Thursday, 18 March 2010

William H. Willimon on Too Much Practice

William H. Willimon, ‘Too Much Practice: Second Thoughts on a Theological Movement’, Christian Century (9 March 2010).

Here’s a brief article which will probably generate a fair bit of interest. I try to summarise the gist here but mostly use Willimon’s own words as I do so.

In short, according to Willimon, practice has become ‘another way to avoid God’.

Close to the start, he writes:

‘While I still believe just about everything Stanley Hauerwas and I said in [Resident Aliens], I’ve come to have a few regrets.’

He continues:

‘In Resident Aliens we stressed that Christianity is a communal tradition that gives us the skills, habits and practices that enable us truthfully to know the world in the way of Christ and subversively to resist the toxic pressures of the world’s godlessness.’

He notes that they cited Alasdair MacIntyre’s well-worn definition of a practice as:

‘any coherent and complex form of socially established cooperative human activity through which goods internal to that form of activity are realized in the course of trying to achieve those standards of excellence which are appropriate to, and partially definitive of, that form of activity, with the results that human powers to achieve excellence, and human conceptions of the ends and goods involved, are systematically extended.’

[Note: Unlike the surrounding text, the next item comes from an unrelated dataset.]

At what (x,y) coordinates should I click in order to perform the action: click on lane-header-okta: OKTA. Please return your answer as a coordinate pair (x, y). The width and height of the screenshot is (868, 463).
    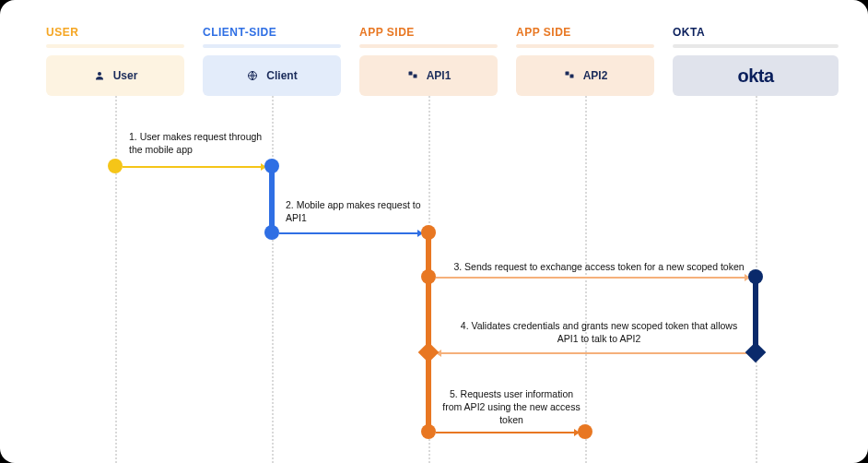
    Looking at the image, I should click on (756, 32).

[Yes… most normal people need to read it at least twice…]

And then he says:

‘Note anything missing in MacIntyre’s thick definition of “practice”? God.’

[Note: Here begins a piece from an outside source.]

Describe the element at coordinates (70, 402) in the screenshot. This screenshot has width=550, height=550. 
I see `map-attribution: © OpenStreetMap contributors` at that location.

He reckons that he and Hauerwas ‘gave a strong shove’ to the idea that ‘Christianity is best defined as a “socially established cooperative human activity” rather than as a set of beliefs or a type of experience’, and that he bears ‘some responsibility for the now popular conviction that Christianity is a practice and that Christians are best described as people who have adopted certain practices’.

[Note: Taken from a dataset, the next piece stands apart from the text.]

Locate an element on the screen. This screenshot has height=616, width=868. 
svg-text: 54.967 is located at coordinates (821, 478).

So, he shares why he is now having ‘grave doubts about describing Christian spirituality as a practice’.

For starters, ‘practice’ has become a term to speak about religion in general, such that ‘it is acceptable to speak of Christianity as a practice in company who would not tolerate a conversation about “Jesus Christ as Lord”’, which ‘should tip us off to some of the theological hazards of this approach’.

He notes that Kierkegaard ‘attacked the idea that one becomes a Christian simply by accepting intellectually some supposedly rational set of arguments for the validity of Christianity’, that ‘Christ calls people not to admiration but to discipleship’. Even so, Kierkegaard’s ‘practical Christianity is based on the “infinite qualitative distinction” between God and humanity that is seen in Jesus Christ’, whereas ‘much contemporary talk about practice appears to be based on certain vague anthropological (rather than theological) assertions about the way human beings behave – such as that our lives go better when we inculcate certain allegedly salubrious habits like Sabbath-keeping, prayer, meditation and hospitality’. For Kierkegaard, however, ‘practices are those ways that one must live if one is convinced that Jesus Christ is the full revelation of God’.

Willimon thus sees the ‘possible error of construing Christianity primarily as a practice’ in ‘the propensity of books on Christian practice to describe the Christian faith in general’, noting that ‘when Christianity is conceived as a practice, a set of paths toward God which some people have found helpful but which lead in much the same direction as every other path, then Christianity has been misconstrued’.

He uses sabbath-keeping as an example, pointing out the danger of commending sabbath ‘apart from the story of the salvation and sustenance of Israel as God’s people’.

He avers that the God Karen Armstrong makes the case for (in her The Case for God) ‘is the innocuous god that most North Americans already believe in’, that ‘by defining religion as “a practical discipline” – that is, a set of practices – advocates like Armstrong seem to feel that they can sidestep the tough theological decision required when one is confronted with the question, “Is this god whom you are following actually God or not?”’

‘My worry is that attention to practices deflects our attention from the living God.’

He also sees Pelagianism in the shadows here – ‘the idea that we must do something for God before God will do anything for us, the concept that my relationship with God is sustained by my actions or feelings or inclinations, the notion that “religion” is something I do rather than God’s effect upon me’.

Drawing inspiration from John Wesley, he writes that ‘worship’s object determines the nature of worship’.

‘We’re always in danger of reducing Christianity to a matter of our experience. The true God can never be known through our practices but comes to us only as a gift of God, only as revelation… Thank God we don’t have to devise a set of practices to take time for God; in Jesus Christ, God takes us.’

Unusual personal reflection coming up: bravo, Willimon, and thank you!